Just Like Home(72)



She looked, and she looked. But no matter how hard her heart rattled in her chest, no matter how hard she yearned to know, Vera could not see.

Not yet.





CHAPTER TWENTY-FIVE


Vera is thirteen years old. She is angry all the time and her legs are too long and she has an idea that she can’t put down.

The idea won’t shake. It’s become a stain on the underside of her skin, one that’s been setting for the past few days. It’s been there ever since Brandon’s father disappeared from the basement below her bedroom. The basement is quiet now, but Vera’s mind twitches like a damp spider all day long. She lies awake at night, on top of her bed instead of beneath it, trying to figure out what to do with the thought that won’t leave her be.

The thought about Brandon.

She hasn’t spoken to him since he pushed her by the creek, since she got mud beneath her fingernails and it was his fault. She’s seen him at school but they’re not in the same class and they aren’t talking, and he doesn’t come to her house after school anymore to ride bikes or throw rocks at the creek or try to find cool stuff in the woods.

She’s not sure that he’s avoiding her but she’s not sure he isn’t, either. Vera’s been eating lunch with her second-best friend, who isn’t really her friend at all, who has a very boring crush on the vice principal and won’t shut up about it. She’s been riding her bike by herself in the afternoon to the creek and back, feeling the wind on her face, unable to shake the thought of what’s to be done about Brandon.

The uncertainty is the thing that infuriates her. It’s cruel for him to make her feel this way. If Brandon told her that he didn’t want to be friends anymore, she could deal with it. And if he still wanted to be friends but he at least told her that he was mad at her, she could yell at him and he would yell back, and then they’d be okay.

But he hasn’t talked to her in a long time, in weeks and weeks, and she doesn’t know if he’s ever going to talk to her again, and it’s putting a twist in her belly and a lump in her throat and an idea under her skin.

She would think that he, of all the people in all the world, would know how brutal uncertainty can be. His father’s body still hasn’t been found—it won’t be, she knows it won’t, they never are—and there are posters up everywhere, have you seen this man, and it’s on the news every night. All anyone wants to talk about, except for Vera’s second-best friend with the crush on the vice principal, is how nobody knows what happened to Brandon’s father. How he must’ve run off with some woman or gotten murdered by a drifter or gotten kidnapped by mobsters.

It can’t feel good, knowing that people are saying your father ran off with some woman. If Brandon thought about it for just one second he’d realize Vera is the best person for him to talk to about it.

All day long, from across the cafeteria and during recess, Vera sees how drawn and tired Brandon is. How his eyes dart around as if his father will turn out to have been hiding behind a tetherball pole this whole time. It’s pathetic how miserable the uncertainty has made him. How fragile. He’s being broken by it, slowly torn into exhausted little pieces of himself, ground down into a fine paste.

It’s killing him.

So how could he inflict that same killing uncertainty on Vera? How could he leave her guessing about whether or not they’re still friends? How could he keep not learning his lesson?

It’s all Vera can think about, the uncertainty and the cruelty of it, the way it doesn’t make any sense for Brandon to be acting the way that he is. And then, one day, she’s going into the girls’ bathroom and he’s coming out of the boys’ bathroom, and he doesn’t say anything to her at all. He looks at her, looks right at her, sees her for sure. No faking like he didn’t notice her or like he’s distracted by his lunch. He sees Vera and his eyes flash dark and furious.

And then, without a word, he walks away.

That’s when the uncertainty vanishes and the idea crystallizes, and she knows without a doubt. The grease has him now. It’s the only explanation for why he would treat her like this—as if they were never friends, as if they’ve never even met before. It’s the only explanation for why he hasn’t learned his lesson.

You can’t learn a lesson, Vera reasons, when there’s filth inside you.

She chews on the end of her pencil while her teacher talks about Egypt, carefully keeping her tongue away from the eraser. The yellow paint on the pencil crackles between her teeth. Now that she knows what the problem is she has a lot of thinking to do. The uncertainty is gone. There’s a problem to be solved.

Fortunately, Vera is good at solving problems.

Vera can’t imagine that the grease takes over a person all at once. It must happen sort of gradually, like a scab forming or puberty starting. One day you’re clean inside and the next day, you’re just a little bad.

Brandon is only a few months older than she is—he had a movie party for his birthday last year, with popcorn and movie-candy—and he’s only started acting different within those last few months. Even a month after that, he was still Vera’s friend, and he’d never brought up kissing or said fuck. That means that this change in him is new. It’s not all done yet. He hasn’t been taken over and ruined. Not yet. Maybe, Vera thinks, frowning around her pencil, that means there’s still hope for Brandon after all.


**Task brief:** The required output is a copy of each line in the material below that includes "tail".

**Records to process:**
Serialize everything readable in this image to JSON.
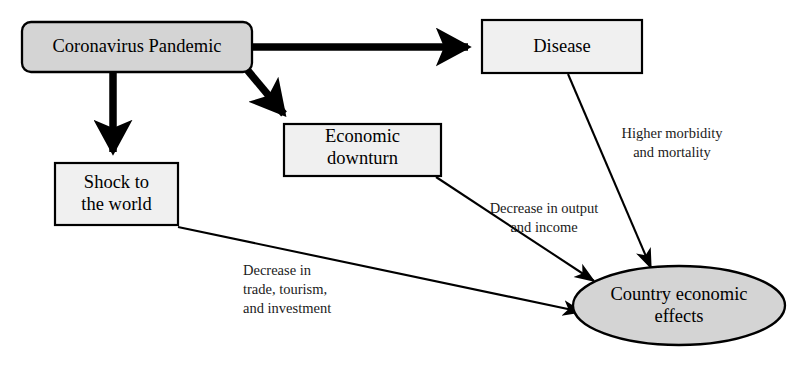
{
  "diagram": {
    "colors": {
      "node_fill_shaded": "#d4d4d4",
      "node_fill_light": "#f0f0f0",
      "stroke": "#000000",
      "text": "#000000",
      "background": "#ffffff"
    },
    "nodes": [
      {
        "id": "coronavirus-pandemic",
        "label": "Coronavirus Pandemic",
        "shape": "rounded-rectangle",
        "fill": "#d4d4d4",
        "x": 22,
        "y": 22,
        "width": 230,
        "height": 50,
        "font_size": 18.5
      },
      {
        "id": "disease",
        "label": "Disease",
        "shape": "rectangle",
        "fill": "#f0f0f0",
        "x": 482,
        "y": 20,
        "width": 160,
        "height": 53,
        "font_size": 18.5
      },
      {
        "id": "economic-downturn",
        "label": "Economic\ndownturn",
        "shape": "rectangle",
        "fill": "#f0f0f0",
        "x": 284,
        "y": 124,
        "width": 157,
        "height": 52,
        "font_size": 18.5
      },
      {
        "id": "shock-to-the-world",
        "label": "Shock to\nthe world",
        "shape": "rectangle",
        "fill": "#f0f0f0",
        "x": 55,
        "y": 163,
        "width": 123,
        "height": 62,
        "font_size": 18.5
      },
      {
        "id": "country-economic-effects",
        "label": "Country economic\neffects",
        "shape": "ellipse",
        "fill": "#d4d4d4",
        "x": 573,
        "y": 266,
        "width": 212,
        "height": 79,
        "font_size": 18.5
      }
    ],
    "edges": [
      {
        "id": "pandemic-to-disease",
        "from": "coronavirus-pandemic",
        "to": "disease",
        "style": "thick",
        "label": ""
      },
      {
        "id": "pandemic-to-shock",
        "from": "coronavirus-pandemic",
        "to": "shock-to-the-world",
        "style": "thick",
        "label": ""
      },
      {
        "id": "pandemic-to-downturn",
        "from": "coronavirus-pandemic",
        "to": "economic-downturn",
        "style": "thick",
        "label": ""
      },
      {
        "id": "disease-to-effects",
        "from": "disease",
        "to": "country-economic-effects",
        "style": "thin",
        "label": "Higher morbidity\nand mortality"
      },
      {
        "id": "downturn-to-effects",
        "from": "economic-downturn",
        "to": "country-economic-effects",
        "style": "thin",
        "label": "Decrease in output\nand income"
      },
      {
        "id": "shock-to-effects",
        "from": "shock-to-the-world",
        "to": "country-economic-effects",
        "style": "thin",
        "label": "Decrease in\ntrade, tourism,\nand investment"
      }
    ],
    "edge_labels": {
      "higher_morbidity": "Higher morbidity\nand mortality",
      "decrease_output": "Decrease in output\nand income",
      "decrease_trade": "Decrease in\ntrade, tourism,\nand investment"
    }
  }
}
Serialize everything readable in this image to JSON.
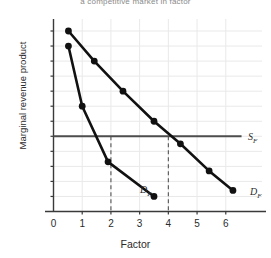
{
  "chart_data": {
    "type": "line",
    "title": "a competitive market in factor",
    "xlabel": "Factor",
    "ylabel": "Marginal revenue product",
    "xlim": [
      0,
      6.6
    ],
    "ylim": [
      0,
      126
    ],
    "grid": true,
    "x_ticks": [
      0,
      1,
      2,
      3,
      4,
      5,
      6
    ],
    "x_tick_labels": [
      "0",
      "1",
      "2",
      "3",
      "4",
      "5",
      "6"
    ],
    "y_ticks": [
      0,
      10,
      20,
      30,
      40,
      50,
      60,
      70,
      80,
      90,
      100,
      110,
      120
    ],
    "y_tick_labels": [
      "0",
      "10",
      "20",
      "30",
      "40",
      "50",
      "60",
      "70",
      "80",
      "90",
      "100",
      "110",
      "$120"
    ],
    "legend_position": "inline-right",
    "series": [
      {
        "name": "S_F",
        "label": "S",
        "label_sub": "F",
        "type": "horizontal-line",
        "style": "solid",
        "color": "#4d4d4d",
        "y_value": 50,
        "x_start": 0,
        "x_end": 6.55,
        "markers": false
      },
      {
        "name": "MRP-upper",
        "label": "D",
        "label_sub": "F",
        "type": "line",
        "style": "solid",
        "color": "#111111",
        "markers": true,
        "points": [
          {
            "x": 0.52,
            "y": 120
          },
          {
            "x": 1.42,
            "y": 100
          },
          {
            "x": 2.42,
            "y": 80
          },
          {
            "x": 3.5,
            "y": 60
          },
          {
            "x": 4.42,
            "y": 45
          },
          {
            "x": 5.42,
            "y": 27
          },
          {
            "x": 6.25,
            "y": 14
          }
        ]
      },
      {
        "name": "MRP-lower",
        "label": "D",
        "label_sub": "F",
        "type": "line",
        "style": "solid",
        "color": "#111111",
        "markers": true,
        "points": [
          {
            "x": 0.52,
            "y": 110
          },
          {
            "x": 1.0,
            "y": 70
          },
          {
            "x": 1.9,
            "y": 33
          },
          {
            "x": 3.5,
            "y": 10
          }
        ]
      }
    ],
    "annotations": [
      {
        "name": "equilibrium-drop-line-left",
        "type": "dashed-vertical",
        "x": 2,
        "y_from": 50,
        "y_to": 0,
        "color": "#555555"
      },
      {
        "name": "equilibrium-drop-line-right",
        "type": "dashed-vertical",
        "x": 4,
        "y_from": 50,
        "y_to": 0,
        "color": "#555555"
      }
    ]
  },
  "labels": {
    "supply_label": "S",
    "supply_sub": "F",
    "demand_lower_label": "D",
    "demand_lower_sub": "F",
    "demand_upper_label": "D",
    "demand_upper_sub": "F"
  }
}
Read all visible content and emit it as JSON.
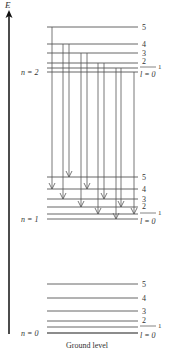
{
  "top_fragment": "y  …  E  …  ΔV",
  "axis": {
    "label": "E"
  },
  "groups": [
    {
      "name": "n = 2",
      "levels": [
        {
          "l": "5",
          "y": 27
        },
        {
          "l": "4",
          "y": 44
        },
        {
          "l": "3",
          "y": 53
        },
        {
          "l": "2",
          "y": 63
        },
        {
          "l": "1",
          "y": 68
        },
        {
          "l": "l = 0",
          "y": 72
        }
      ]
    },
    {
      "name": "n = 1",
      "levels": [
        {
          "l": "5",
          "y": 177
        },
        {
          "l": "4",
          "y": 189
        },
        {
          "l": "3",
          "y": 199
        },
        {
          "l": "2",
          "y": 207
        },
        {
          "l": "1",
          "y": 214
        },
        {
          "l": "l = 0",
          "y": 219
        }
      ]
    },
    {
      "name": "n = 0",
      "levels": [
        {
          "l": "5",
          "y": 284
        },
        {
          "l": "4",
          "y": 298
        },
        {
          "l": "3",
          "y": 311
        },
        {
          "l": "2",
          "y": 321
        },
        {
          "l": "1",
          "y": 327
        },
        {
          "l": "l = 0",
          "y": 333
        }
      ]
    }
  ],
  "transitions": [
    {
      "x": 52,
      "from_l": 5,
      "to_l": 4
    },
    {
      "x": 63,
      "from_l": 4,
      "to_l": 3
    },
    {
      "x": 69,
      "from_l": 4,
      "to_l": 5
    },
    {
      "x": 81,
      "from_l": 3,
      "to_l": 2
    },
    {
      "x": 87,
      "from_l": 3,
      "to_l": 4
    },
    {
      "x": 98,
      "from_l": 2,
      "to_l": 1
    },
    {
      "x": 104,
      "from_l": 2,
      "to_l": 3
    },
    {
      "x": 116,
      "from_l": 1,
      "to_l": 0
    },
    {
      "x": 121,
      "from_l": 1,
      "to_l": 2
    },
    {
      "x": 134,
      "from_l": 0,
      "to_l": 1
    }
  ],
  "labels": {
    "n2": "n = 2",
    "n1": "n = 1",
    "n0": "n = 0",
    "ground": "Ground level",
    "l5": "5",
    "l4": "4",
    "l3": "3",
    "l2": "2",
    "l1": "1",
    "l0": "l = 0"
  }
}
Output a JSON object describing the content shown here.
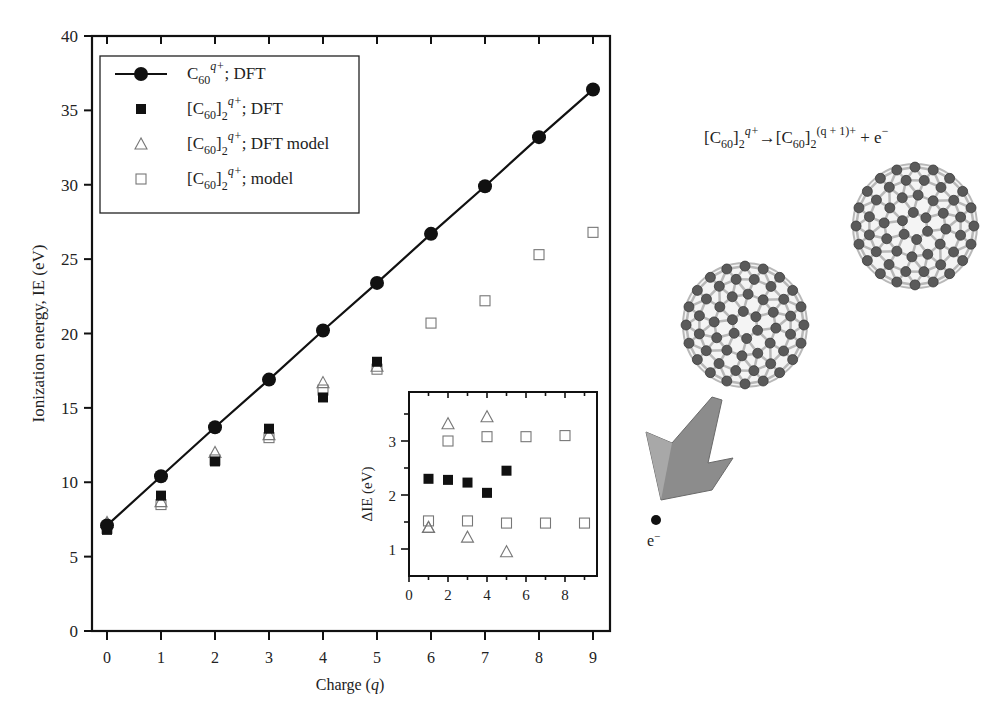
{
  "chart_data": [
    {
      "type": "scatter",
      "title": "",
      "xlabel": "Charge (q)",
      "ylabel": "Ionization energy, IE (eV)",
      "xlim": [
        -0.2,
        9.3
      ],
      "ylim": [
        0,
        40
      ],
      "x_ticks": [
        0,
        1,
        2,
        3,
        4,
        5,
        6,
        7,
        8,
        9
      ],
      "y_ticks": [
        0,
        5,
        10,
        15,
        20,
        25,
        30,
        35,
        40
      ],
      "grid": false,
      "legend_position": "upper left",
      "series": [
        {
          "name": "C60 q+; DFT",
          "marker": "filled-circle",
          "line": true,
          "x": [
            0,
            1,
            2,
            3,
            4,
            5,
            6,
            7,
            8,
            9
          ],
          "values": [
            7.1,
            10.4,
            13.7,
            16.9,
            20.2,
            23.4,
            26.7,
            29.9,
            33.2,
            36.4
          ]
        },
        {
          "name": "[C60]2 q+; DFT",
          "marker": "filled-square",
          "line": false,
          "x": [
            0,
            1,
            2,
            3,
            4,
            5
          ],
          "values": [
            6.8,
            9.1,
            11.4,
            13.6,
            15.7,
            18.1
          ]
        },
        {
          "name": "[C60]2 q+; DFT model",
          "marker": "open-triangle",
          "line": false,
          "x": [
            0,
            1,
            2,
            3,
            4,
            5
          ],
          "values": [
            7.3,
            8.7,
            12.0,
            13.2,
            16.7,
            17.8
          ]
        },
        {
          "name": "[C60]2 q+; model",
          "marker": "open-square",
          "line": false,
          "x": [
            0,
            1,
            2,
            3,
            4,
            5,
            6,
            7,
            8,
            9
          ],
          "values": [
            6.9,
            8.5,
            11.5,
            13.0,
            16.2,
            17.6,
            20.7,
            22.2,
            25.3,
            26.8
          ]
        }
      ]
    },
    {
      "type": "scatter",
      "title": "inset",
      "xlabel": "",
      "ylabel": "ΔIE (eV)",
      "xlim": [
        0,
        9.6
      ],
      "ylim": [
        0.5,
        3.9
      ],
      "x_ticks": [
        0,
        2,
        4,
        6,
        8
      ],
      "y_ticks": [
        1,
        2,
        3
      ],
      "grid": false,
      "series": [
        {
          "name": "[C60]2 q+; DFT",
          "marker": "filled-square",
          "x": [
            1,
            2,
            3,
            4,
            5
          ],
          "values": [
            2.3,
            2.28,
            2.23,
            2.04,
            2.45
          ]
        },
        {
          "name": "[C60]2 q+; DFT model",
          "marker": "open-triangle",
          "x": [
            1,
            2,
            3,
            4,
            5,
            1
          ],
          "values": [
            1.4,
            3.32,
            1.22,
            3.45,
            0.95,
            1.4
          ]
        },
        {
          "name": "[C60]2 q+; model",
          "marker": "open-square",
          "x": [
            1,
            2,
            3,
            4,
            5,
            6,
            7,
            8,
            9
          ],
          "values": [
            1.52,
            3.0,
            1.52,
            3.08,
            1.48,
            3.08,
            1.48,
            3.1,
            1.48
          ]
        }
      ]
    }
  ],
  "legend": {
    "items": [
      {
        "base": "C",
        "sub": "60",
        "sup": "q+",
        "tail": "; DFT"
      },
      {
        "base": "[C",
        "sub": "60",
        "mid": "]",
        "sub2": "2",
        "sup": "q+",
        "tail": "; DFT"
      },
      {
        "base": "[C",
        "sub": "60",
        "mid": "]",
        "sub2": "2",
        "sup": "q+",
        "tail": "; DFT model"
      },
      {
        "base": "[C",
        "sub": "60",
        "mid": "]",
        "sub2": "2",
        "sup": "q+",
        "tail": "; model"
      }
    ]
  },
  "axes": {
    "ylabel": "Ionization energy, IE (eV)",
    "xlabel_main": "Charge (",
    "xlabel_var": "q",
    "xlabel_end": ")",
    "inset_ylabel": "ΔIE (eV)"
  },
  "illustration": {
    "reaction": {
      "lhs_base": "[C",
      "lhs_sub": "60",
      "lhs_mid": "]",
      "lhs_sub2": "2",
      "lhs_sup": "q+",
      "arrow": "→",
      "rhs_base": "[C",
      "rhs_sub": "60",
      "rhs_mid": "]",
      "rhs_sub2": "2",
      "rhs_sup": "(q + 1)+",
      "plus": " + e",
      "electron_sup": "−"
    },
    "electron_label": "e",
    "electron_label_sup": "−",
    "colors": {
      "fullerene": "#5a5a5a",
      "bond": "#b8b8b8",
      "arrow": "#8c8c8c"
    }
  }
}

**The answer:**
        "tail": "; DFT"
        "tail": "; DFT"
        "tail": "; DFT model"
        "tail": "; model"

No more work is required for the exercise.